Published: 19 Feb 2019

Hing-yu So, CQP FCQI, Services Director of Quality and Safety at New Territories East Cluster, Hong Kong Hospital Authority, explains how a focus on human interaction can improve patient safety.

In healthcare, I see a shift from focusing on system design to human elements. At Hong Kong Hospital Authority, we operate a socio-technical system that recognises the interaction between people and technology. This means we have to learn more about human interactions.

A report released by the Institute of Medicine in 1999, 'To Err is Human: Building a Safer Health System', highlighted the importance of safety in healthcare. The report revealed that an estimated 44,000 to 98,000 people die annually in the US from medical errors.

Don Berwick, a former Administrator of the Centers for Medicare and Medicaid Services, said: “Expecting perfection in human action, or simply telling doctors and nurses to “try harder”…has nothing at all to do with our eventual success in improving safety…The remedy is in changing systems of work. The remedy is in design”. 

Over the past two decades, there have been multiple examples of change in management systems, which often involve the introduction of technology. The use of information technology, such as computerised physician order entry to improve medication safety, is a common example. Another example is the use of checklists. The WHO Surgical Safety Checklist was developed after extensive consultation aiming to decrease errors and adverse events, and increase teamwork and communication in surgery.

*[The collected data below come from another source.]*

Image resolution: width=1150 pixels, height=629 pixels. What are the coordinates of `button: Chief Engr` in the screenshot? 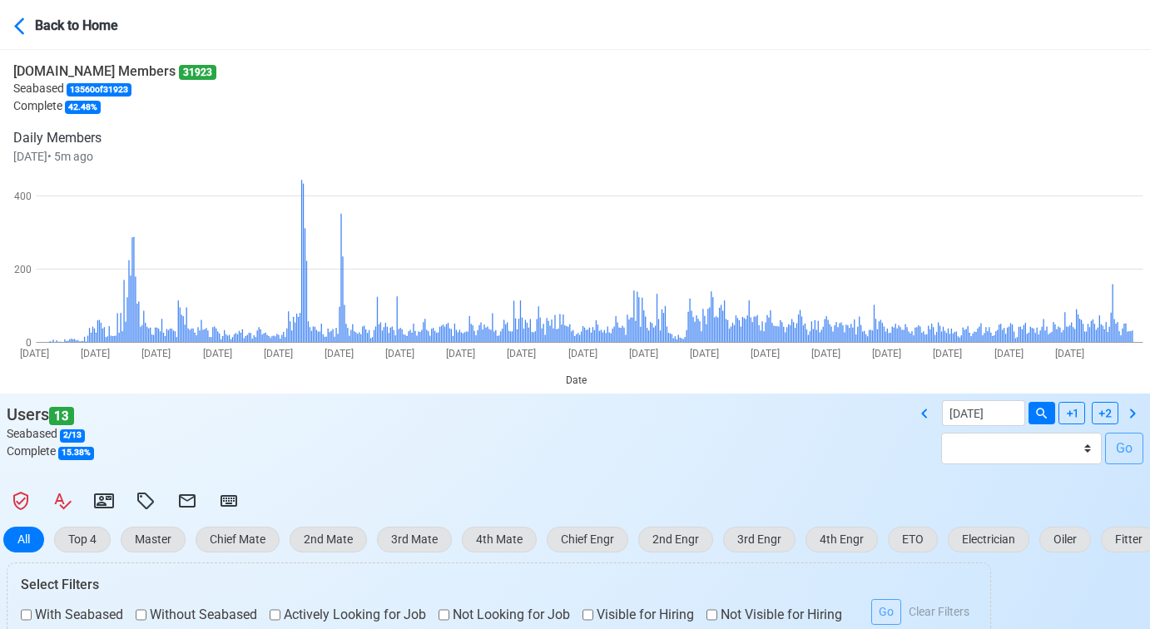 It's located at (587, 539).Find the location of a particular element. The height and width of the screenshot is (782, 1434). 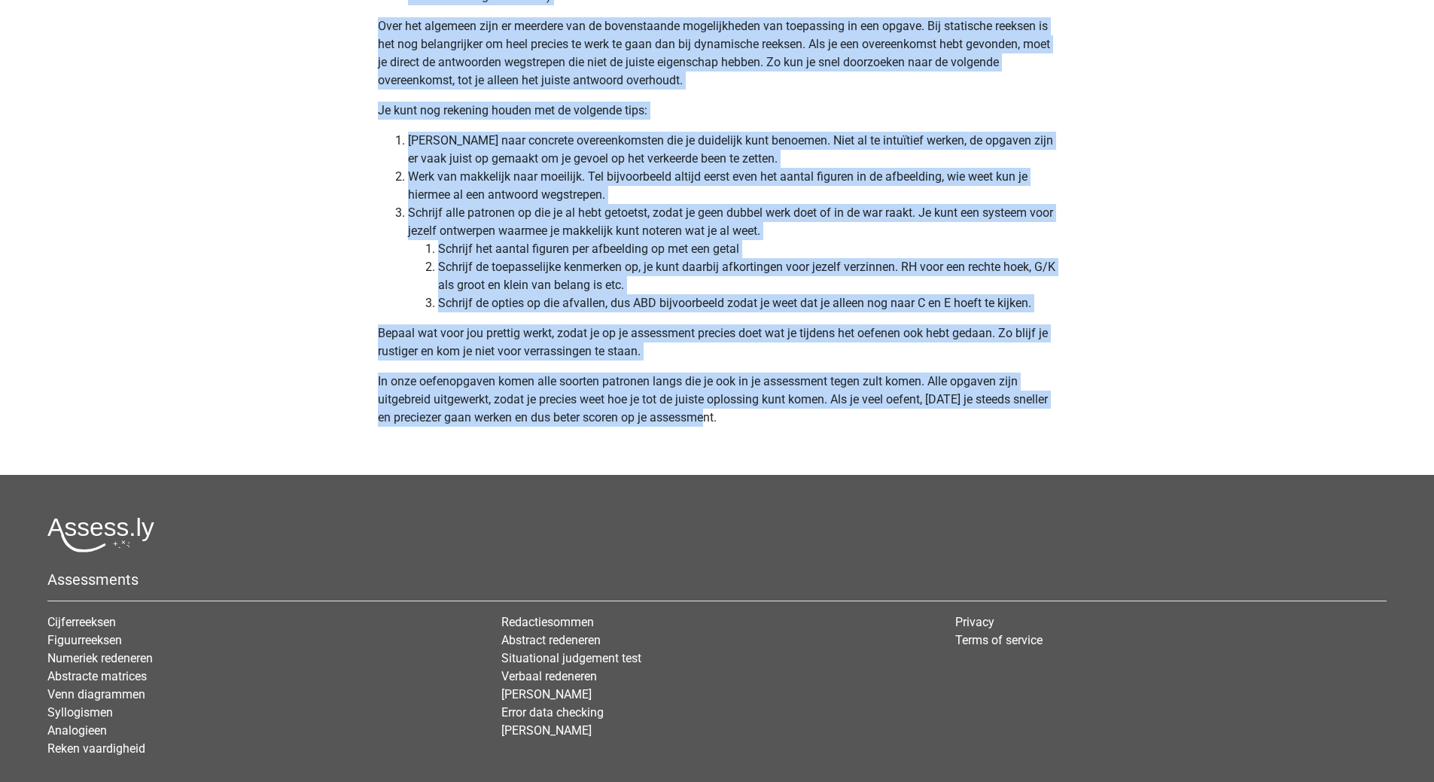

a: Venn diagrammen is located at coordinates (96, 694).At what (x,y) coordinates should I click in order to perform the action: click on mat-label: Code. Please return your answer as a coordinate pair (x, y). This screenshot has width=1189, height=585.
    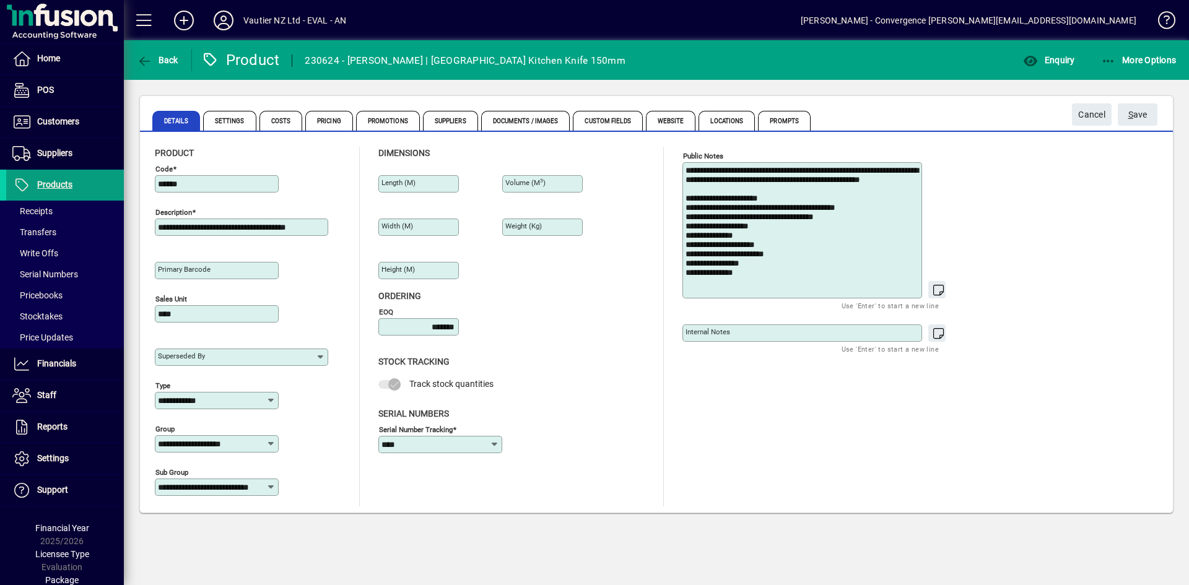
    Looking at the image, I should click on (164, 169).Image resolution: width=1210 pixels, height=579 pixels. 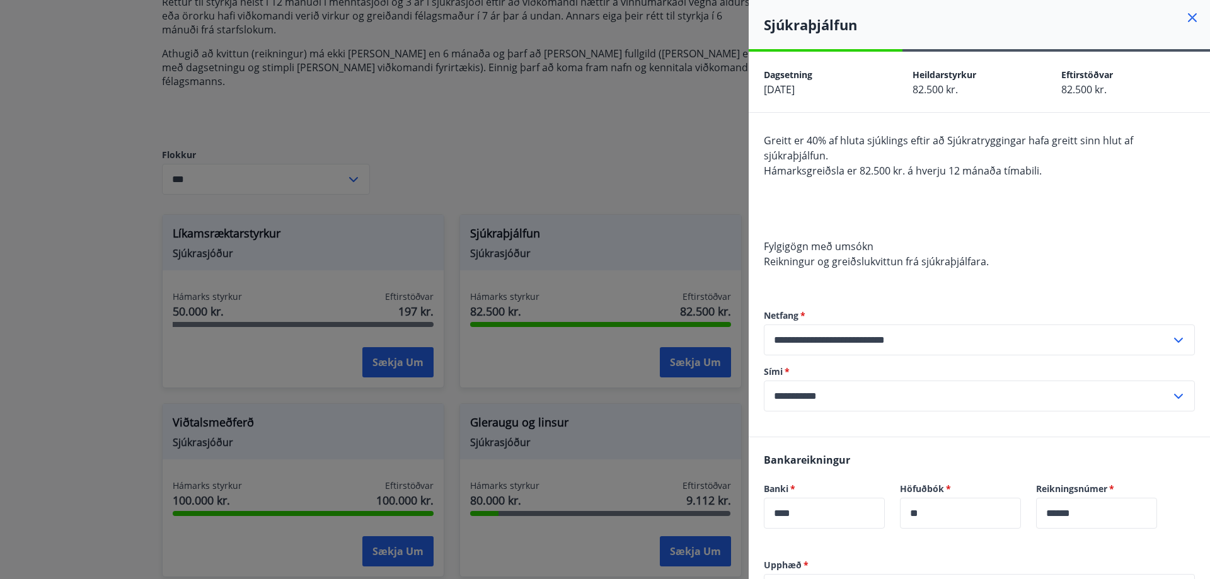 I want to click on span: Dagsetning, so click(x=788, y=74).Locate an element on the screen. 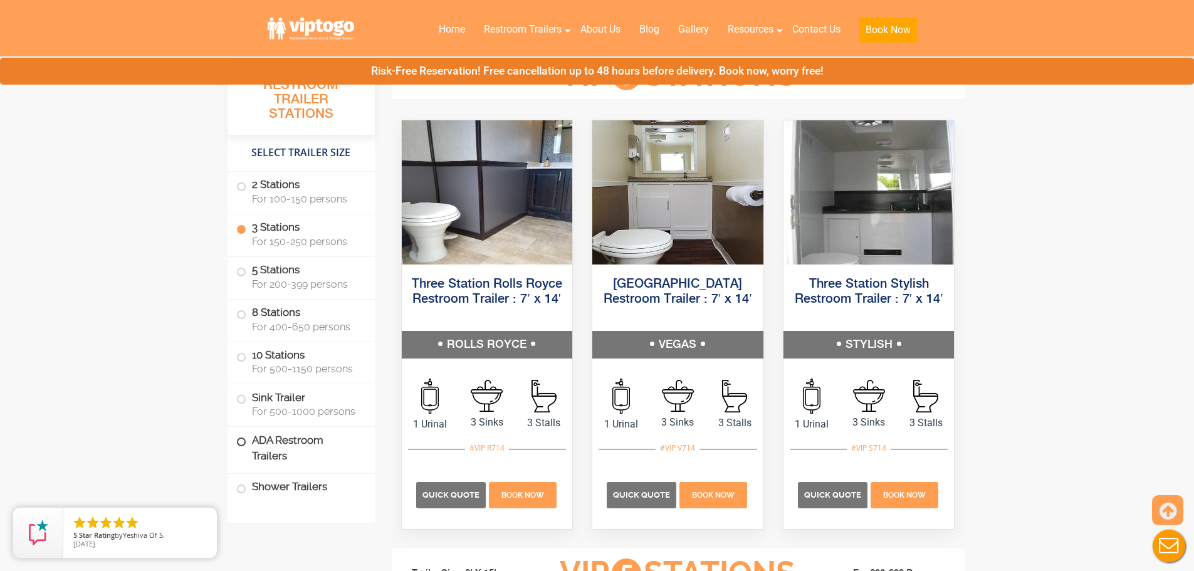  span: Yeshiva Of S. is located at coordinates (144, 535).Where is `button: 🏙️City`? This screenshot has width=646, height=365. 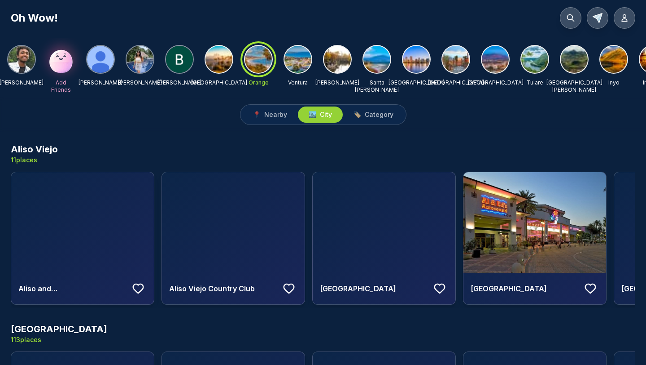 button: 🏙️City is located at coordinates (321, 114). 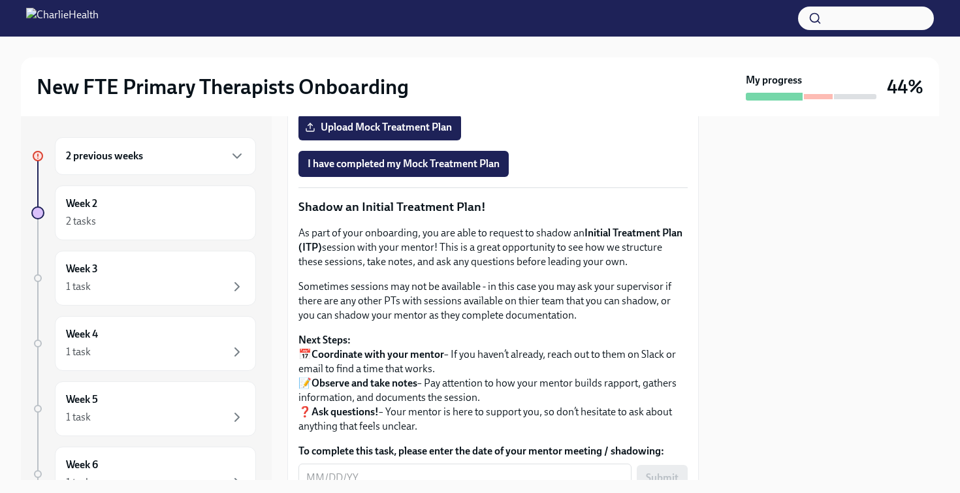 What do you see at coordinates (404, 164) in the screenshot?
I see `span: I have completed my Mock Treatment Plan` at bounding box center [404, 164].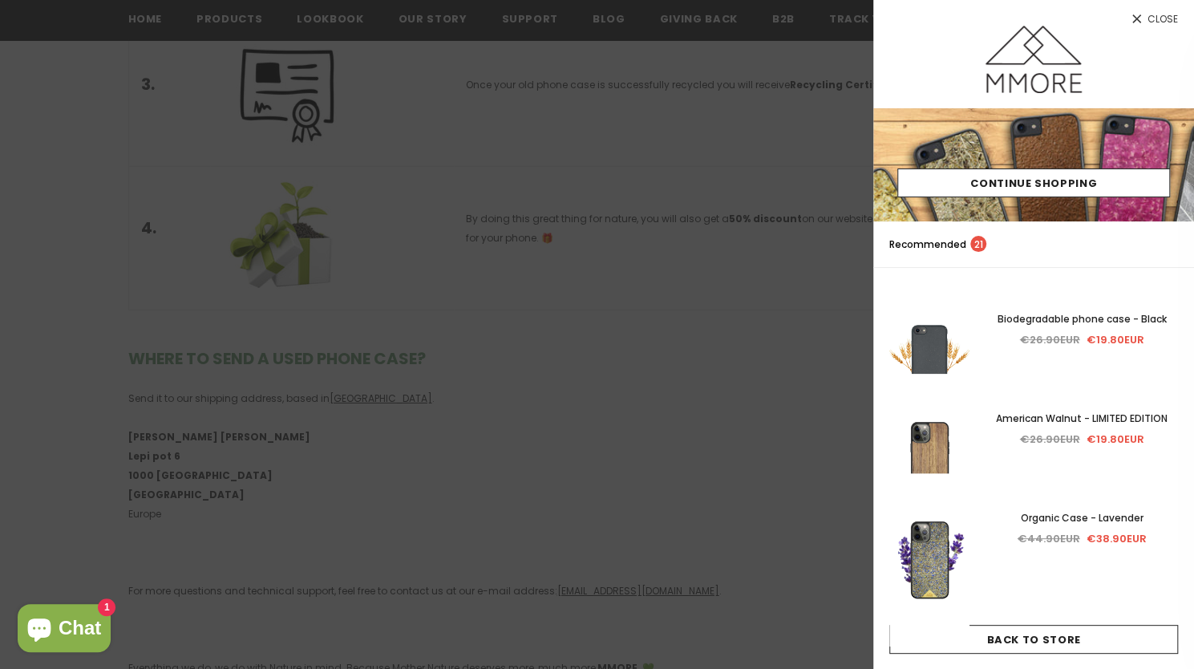  I want to click on span: €44.90EUR, so click(1049, 538).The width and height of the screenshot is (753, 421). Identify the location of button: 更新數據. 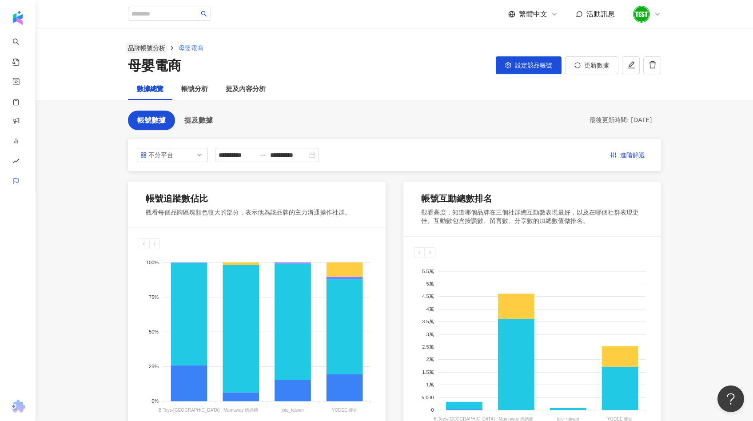
(592, 65).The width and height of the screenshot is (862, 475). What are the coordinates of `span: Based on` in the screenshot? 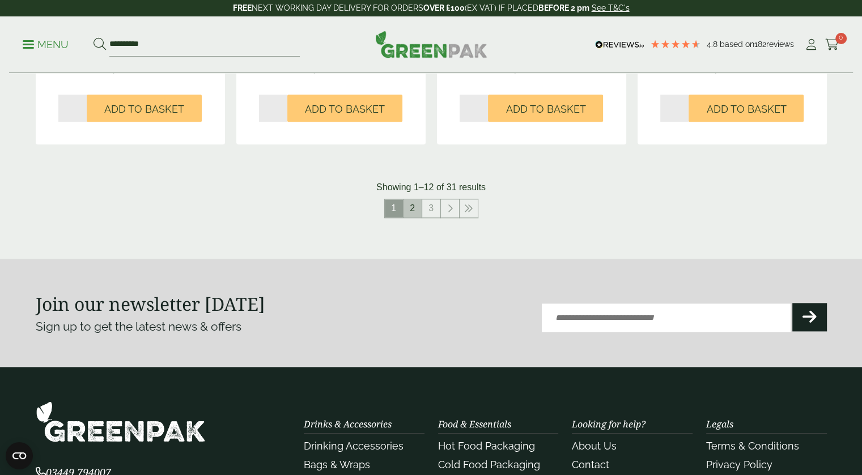 It's located at (736, 44).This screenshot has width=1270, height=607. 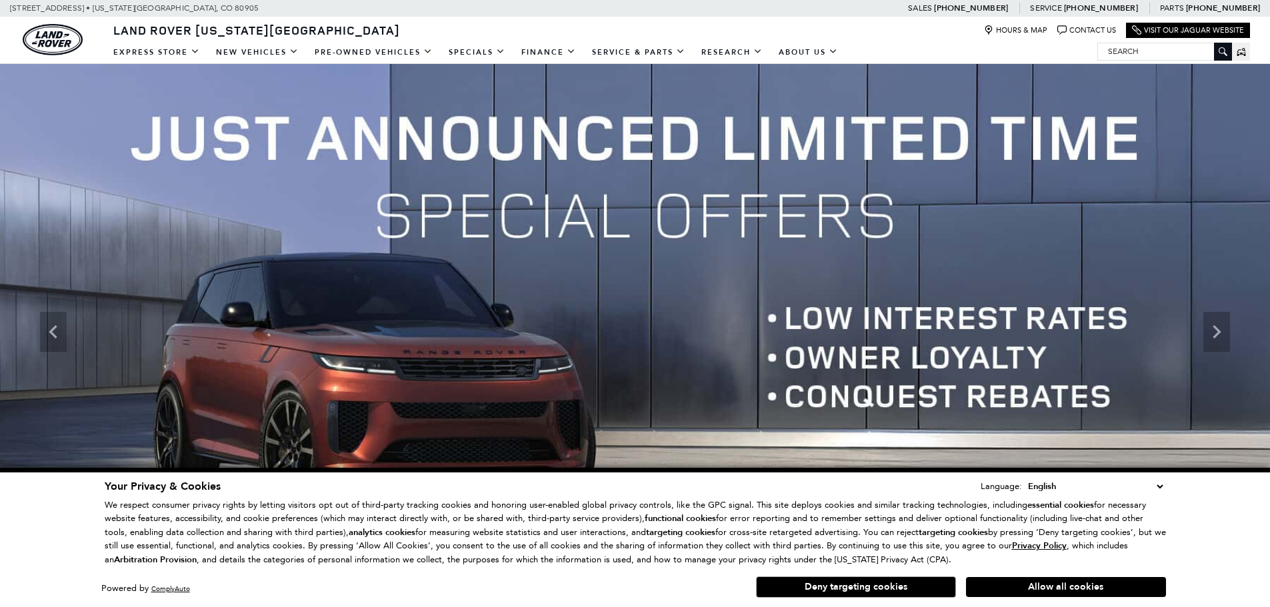 What do you see at coordinates (475, 52) in the screenshot?
I see `nav: Main Navigation` at bounding box center [475, 52].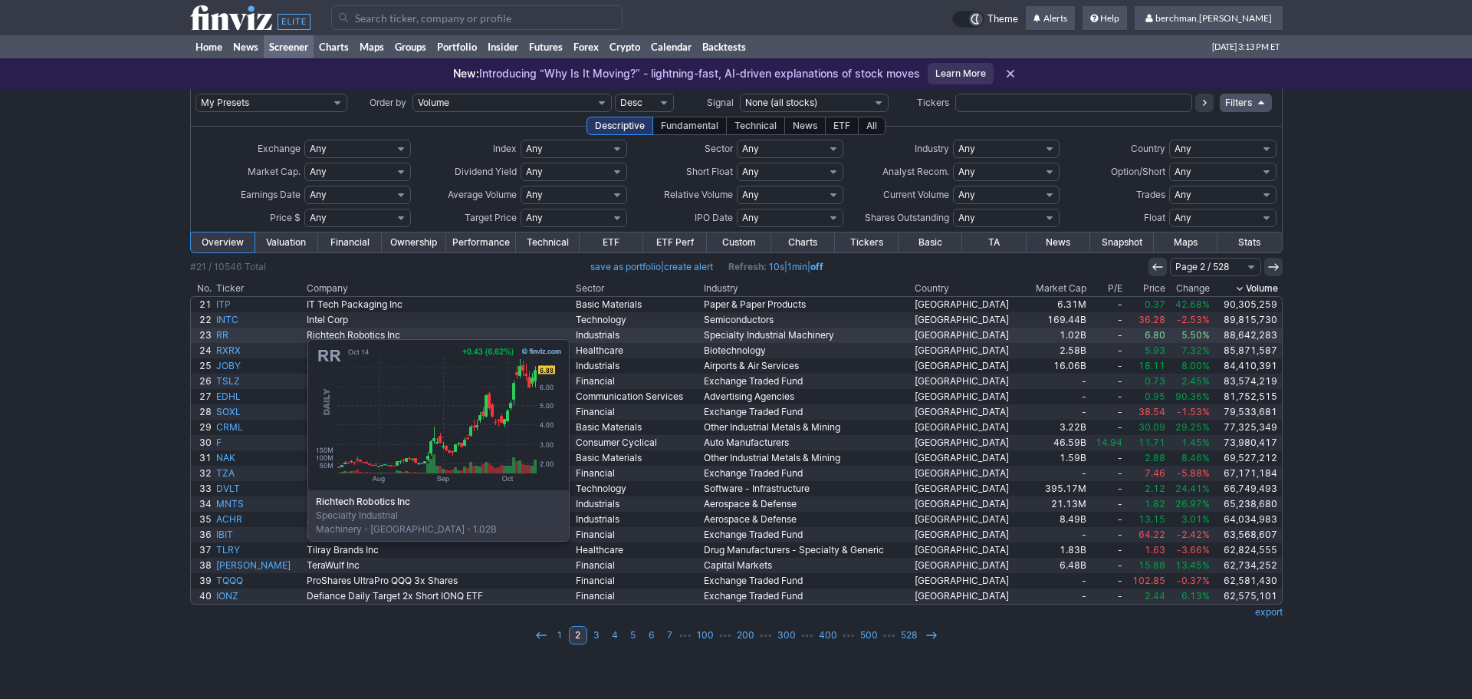 Image resolution: width=1472 pixels, height=699 pixels. Describe the element at coordinates (1155, 457) in the screenshot. I see `span: 2.88` at that location.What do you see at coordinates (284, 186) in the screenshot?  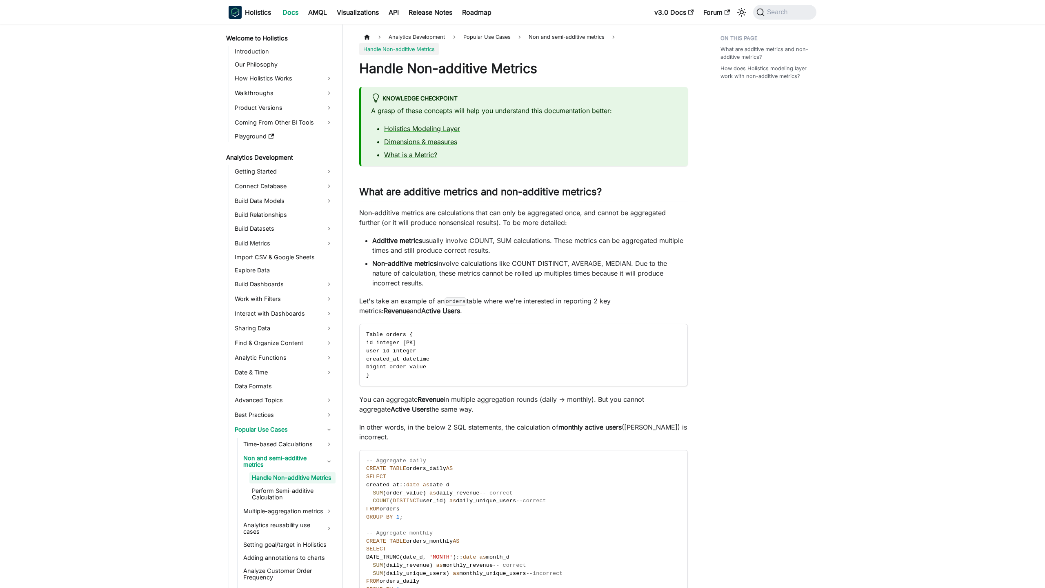 I see `a: Connect Database` at bounding box center [284, 186]. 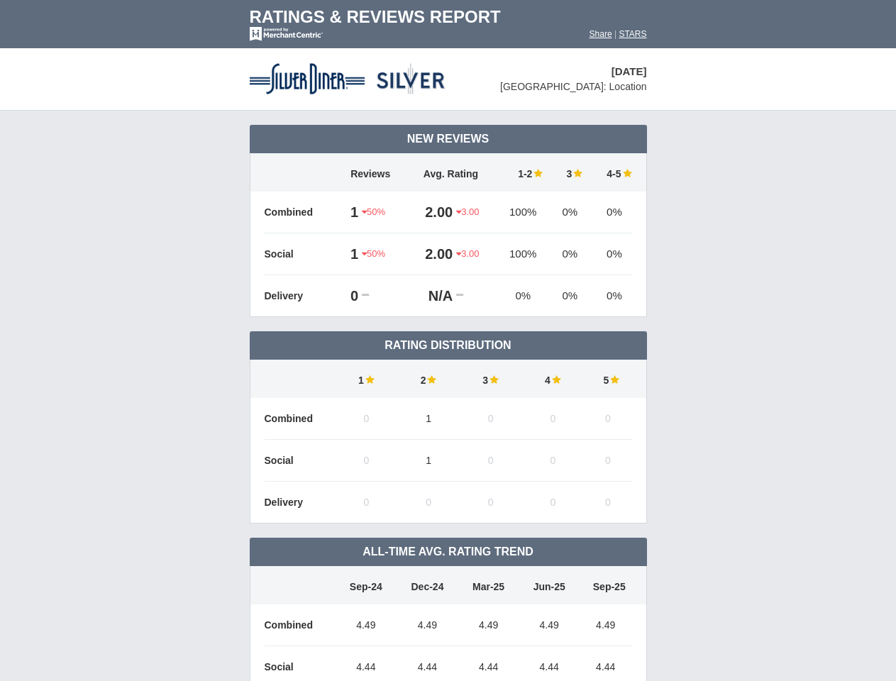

Healthcare systems are complicated sociotechnical systems and humans are always an important element of the system.

An article in The Lancet about checklists and safety is sobering: “The mistake of the “simple checklist” story is in the assumption that a technical solution (checklists) can solve an adaptive (sociocultural) problem. To improve safety, health care needs to get the technical and adaptive work right.”

Many errors involving technology are not related to failure of the technology, but rather the interaction humans have with the technology.

In my hospital, a patient was given an overdose of heparin. When we inspected the infusion pump, we found that the knob for selecting the parameter for adjustment and the indicator for infusion rate and volume are next to each other. A nurse could easily mistake the position for infusion rate with setting the volume to be infused. This would result in an overdose. 

If we had included this consideration in the usability test, we could have identified the issue before choosing the pump. Better yet, the manufacturer could have discovered this while designing the pump. Human factor engineering is the scientific discipline concerned with understanding the interaction among humans and other elements of a system, and there are many ways healthcare safety can benefit from better understanding human factor principles. 

Crew Resource Management (CRM), a set of training procedures used by flight crew to enhance the safety of every flight, is another good example, which we borrowed from the aviation industry. It is concerned with cognitive and interpersonal skills such as communication skills, leadership skills and decision-making – which can all contribute to improving patient safety. 

Healthcare systems are complicated sociotechnical systems and humans are always an important element of the system. We therefore need to know more about how humans adapt to other elements within this sociotechnical system.